Today, charity is a business, and many of the people you see on TV from porcine evangelists rolling in money, to 'giving, compassionate' people roaming the squalid back streets of Central and South America and Africa for a photo op with "...little Amerlia," may well be driving Mercedes Benz when they return to their homes and their foundations where the compassion envelopes are sliced by razor sharp electric machinery, and sent to the bank (unless the envelope contains cash?).
Presidents and Congress have been so compassionate they've even allowed domestic companies to move their companies overseas to save on taxes and labor and jobs.
"Charity begins at home," but 'after the ball is over, ' Congress has nothing left for our own citizens.
***
America is where the money is, and there are more mendicants here than in any other country in the world, beggars for everything from "a trip to Washington for my school class," to "... poor little Amelia in the barrios of Central America."
When I was five years old, at First Congregational in Fargo, North Dakota, mother had me bringing cans of beans and tomatoes to church to send along with our Christian evangelists, to Africa, and to the 'starving Armenians," in central Europe. With it came the admonishment: "Finish your cauliflower; there are poor little starving Chinese children who would love to have your cauliflower and rutabaga."
Here it is nearly a hundred years later, and we are still sending canned goods, beans and rice and wheat by the shipload (of course in foreign bottoms), medicines and the gamut of U.S. industry to Darfur, and India, all over the 'dark continent,' and the world. Doesn't this give an inkling that there is some thing to be said for the Bell Curve? Or, does it just say that our good church samaritans going out by the ship and plane load all over the world, were stupid, inept people?

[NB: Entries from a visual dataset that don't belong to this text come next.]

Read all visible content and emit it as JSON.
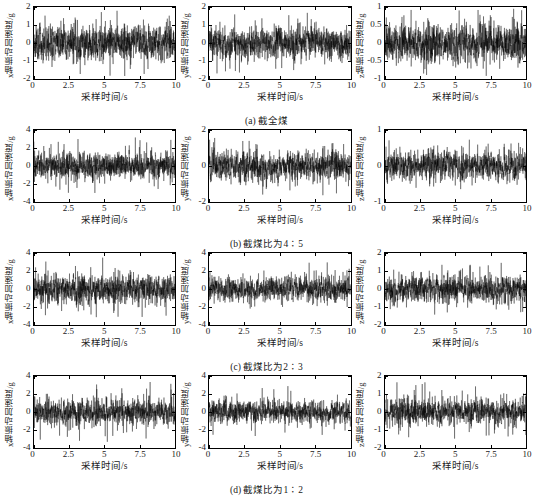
{
  "figure": {
    "columns": [
      "x",
      "y",
      "z"
    ],
    "xlabel": "采样时间/s",
    "xticks": [
      "0",
      "2.5",
      "5",
      "7.5",
      "10"
    ],
    "xlim": [
      0,
      10
    ],
    "ylabels": {
      "x": "x轴振动加速度/g",
      "y": "y轴振动加速度/g",
      "z": "z轴振动加速度/g"
    },
    "rows": [
      {
        "caption": "(a) 截全煤",
        "panels": [
          {
            "axis": "x",
            "yticks": [
              "2",
              "1",
              "0",
              "-1",
              "-2"
            ],
            "ylim": [
              -2,
              2
            ],
            "amplitude": 0.62,
            "peak": 1.85,
            "seed": 11
          },
          {
            "axis": "y",
            "yticks": [
              "2",
              "1",
              "0",
              "-1",
              "-2"
            ],
            "ylim": [
              -2,
              2
            ],
            "amplitude": 0.55,
            "peak": 1.7,
            "seed": 23
          },
          {
            "axis": "z",
            "yticks": [
              "1",
              "0.5",
              "0",
              "-0.5",
              "-1"
            ],
            "ylim": [
              -1,
              1
            ],
            "amplitude": 0.34,
            "peak": 0.95,
            "seed": 37
          }
        ]
      },
      {
        "caption": "(b) 截煤比为4∶5",
        "panels": [
          {
            "axis": "x",
            "yticks": [
              "4",
              "2",
              "0",
              "-2",
              "-4"
            ],
            "ylim": [
              -4,
              4
            ],
            "amplitude": 0.95,
            "peak": 3.2,
            "seed": 47
          },
          {
            "axis": "y",
            "yticks": [
              "2",
              "0",
              "-2"
            ],
            "ylim": [
              -3,
              3
            ],
            "amplitude": 0.78,
            "peak": 2.6,
            "seed": 59
          },
          {
            "axis": "z",
            "yticks": [
              "1",
              "0",
              "-1"
            ],
            "ylim": [
              -1.6,
              1.6
            ],
            "amplitude": 0.42,
            "peak": 1.4,
            "seed": 71
          }
        ]
      },
      {
        "caption": "(c) 截煤比为2∶3",
        "panels": [
          {
            "axis": "x",
            "yticks": [
              "4",
              "2",
              "0",
              "-2",
              "-4"
            ],
            "ylim": [
              -4,
              4
            ],
            "amplitude": 1.05,
            "peak": 3.5,
            "seed": 83
          },
          {
            "axis": "y",
            "yticks": [
              "4",
              "2",
              "0",
              "-2",
              "-4"
            ],
            "ylim": [
              -4,
              4
            ],
            "amplitude": 0.88,
            "peak": 3.0,
            "seed": 97
          },
          {
            "axis": "z",
            "yticks": [
              "2",
              "1",
              "0",
              "-1",
              "-2"
            ],
            "ylim": [
              -2,
              2
            ],
            "amplitude": 0.5,
            "peak": 1.6,
            "seed": 109
          }
        ]
      },
      {
        "caption": "(d) 截煤比为1∶2",
        "panels": [
          {
            "axis": "x",
            "yticks": [
              "4",
              "2",
              "0",
              "-2",
              "-4"
            ],
            "ylim": [
              -4,
              4
            ],
            "amplitude": 0.92,
            "peak": 3.4,
            "seed": 127
          },
          {
            "axis": "y",
            "yticks": [
              "4",
              "2",
              "0",
              "-2",
              "-4"
            ],
            "ylim": [
              -4,
              4
            ],
            "amplitude": 0.8,
            "peak": 3.1,
            "seed": 139
          },
          {
            "axis": "z",
            "yticks": [
              "2",
              "1",
              "0",
              "-1",
              "-2"
            ],
            "ylim": [
              -2,
              2
            ],
            "amplitude": 0.46,
            "peak": 1.7,
            "seed": 151
          }
        ]
      }
    ]
  },
  "chart_data": {
    "type": "line",
    "title": "",
    "subplot_grid": [
      4,
      3
    ],
    "xlabel": "采样时间/s",
    "xlim": [
      0,
      10
    ],
    "xticks": [
      0,
      2.5,
      5,
      7.5,
      10
    ],
    "grid": false,
    "legend": null,
    "signal_type": "vibration acceleration time series (random noise-like)",
    "subplots": [
      {
        "row": 0,
        "col": 0,
        "caption": "(a) 截全煤",
        "ylabel": "x轴振动加速度/g",
        "ylim": [
          -2,
          2
        ],
        "yticks": [
          2,
          1,
          0,
          -1,
          -2
        ],
        "rms_estimate": 0.62,
        "peak_estimate": 1.85
      },
      {
        "row": 0,
        "col": 1,
        "caption": "(a) 截全煤",
        "ylabel": "y轴振动加速度/g",
        "ylim": [
          -2,
          2
        ],
        "yticks": [
          2,
          1,
          0,
          -1,
          -2
        ],
        "rms_estimate": 0.55,
        "peak_estimate": 1.7
      },
      {
        "row": 0,
        "col": 2,
        "caption": "(a) 截全煤",
        "ylabel": "z轴振动加速度/g",
        "ylim": [
          -1,
          1
        ],
        "yticks": [
          1,
          0.5,
          0,
          -0.5,
          -1
        ],
        "rms_estimate": 0.34,
        "peak_estimate": 0.95
      },
      {
        "row": 1,
        "col": 0,
        "caption": "(b) 截煤比为4∶5",
        "ylabel": "x轴振动加速度/g",
        "ylim": [
          -4,
          4
        ],
        "yticks": [
          4,
          2,
          0,
          -2,
          -4
        ],
        "rms_estimate": 0.95,
        "peak_estimate": 3.2
      },
      {
        "row": 1,
        "col": 1,
        "caption": "(b) 截煤比为4∶5",
        "ylabel": "y轴振动加速度/g",
        "ylim": [
          -3,
          3
        ],
        "yticks": [
          2,
          0,
          -2
        ],
        "rms_estimate": 0.78,
        "peak_estimate": 2.6
      },
      {
        "row": 1,
        "col": 2,
        "caption": "(b) 截煤比为4∶5",
        "ylabel": "z轴振动加速度/g",
        "ylim": [
          -1.6,
          1.6
        ],
        "yticks": [
          1,
          0,
          -1
        ],
        "rms_estimate": 0.42,
        "peak_estimate": 1.4
      },
      {
        "row": 2,
        "col": 0,
        "caption": "(c) 截煤比为2∶3",
        "ylabel": "x轴振动加速度/g",
        "ylim": [
          -4,
          4
        ],
        "yticks": [
          4,
          2,
          0,
          -2,
          -4
        ],
        "rms_estimate": 1.05,
        "peak_estimate": 3.5
      },
      {
        "row": 2,
        "col": 1,
        "caption": "(c) 截煤比为2∶3",
        "ylabel": "y轴振动加速度/g",
        "ylim": [
          -4,
          4
        ],
        "yticks": [
          4,
          2,
          0,
          -2,
          -4
        ],
        "rms_estimate": 0.88,
        "peak_estimate": 3.0
      },
      {
        "row": 2,
        "col": 2,
        "caption": "(c) 截煤比为2∶3",
        "ylabel": "z轴振动加速度/g",
        "ylim": [
          -2,
          2
        ],
        "yticks": [
          2,
          1,
          0,
          -1,
          -2
        ],
        "rms_estimate": 0.5,
        "peak_estimate": 1.6
      },
      {
        "row": 3,
        "col": 0,
        "caption": "(d) 截煤比为1∶2",
        "ylabel": "x轴振动加速度/g",
        "ylim": [
          -4,
          4
        ],
        "yticks": [
          4,
          2,
          0,
          -2,
          -4
        ],
        "rms_estimate": 0.92,
        "peak_estimate": 3.4
      },
      {
        "row": 3,
        "col": 1,
        "caption": "(d) 截煤比为1∶2",
        "ylabel": "y轴振动加速度/g",
        "ylim": [
          -4,
          4
        ],
        "yticks": [
          4,
          2,
          0,
          -2,
          -4
        ],
        "rms_estimate": 0.8,
        "peak_estimate": 3.1
      },
      {
        "row": 3,
        "col": 2,
        "caption": "(d) 截煤比为1∶2",
        "ylabel": "z轴振动加速度/g",
        "ylim": [
          -2,
          2
        ],
        "yticks": [
          2,
          1,
          0,
          -1,
          -2
        ],
        "rms_estimate": 0.46,
        "peak_estimate": 1.7
      }
    ]
  }
}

When does "charity," the valid name for giveaways to beggars become too convoluted? Today we call it "entitlement" and "foreign aid," and every taxpayer shells out millions of dollars every
single year to pay for the Agency for International Development (read State Department 'diplomacy') , and about 5 billion dollars a year, each, to Israel and Egypt and other countrries, and for the Peace Corps, makework people who want to ride the government's gravy train and get special treatment for government jobs when they return from their stint abroad making illegal aliens envious, and instead of wanting to improve their own countries, wanting in on the free action on your dime, where illegals get subsistence and schooling and money FREE from your Congress and Supreme Court.
Today, charity is a business, and many of the people you see on TV from porcine evangelists rolling in money, to 'giving, compassionate' people roaming the squalid back streets of Central and South America and Africa for a photo op with "...little Amerlia," may well be driving Mercedes Benz when they return to their homes and their foundations where the compassion envelopes are sliced by razor sharp electric machinery, and sent to the bank (unless the envelope contains cash?).
Presidents and Congress have been so compassionate they've even allowed domestic companies to move their companies overseas to save on taxes and labor and jobs.
"Charity begins at home," but 'after the ball is over, ' Congress has nothing left for our own citizens.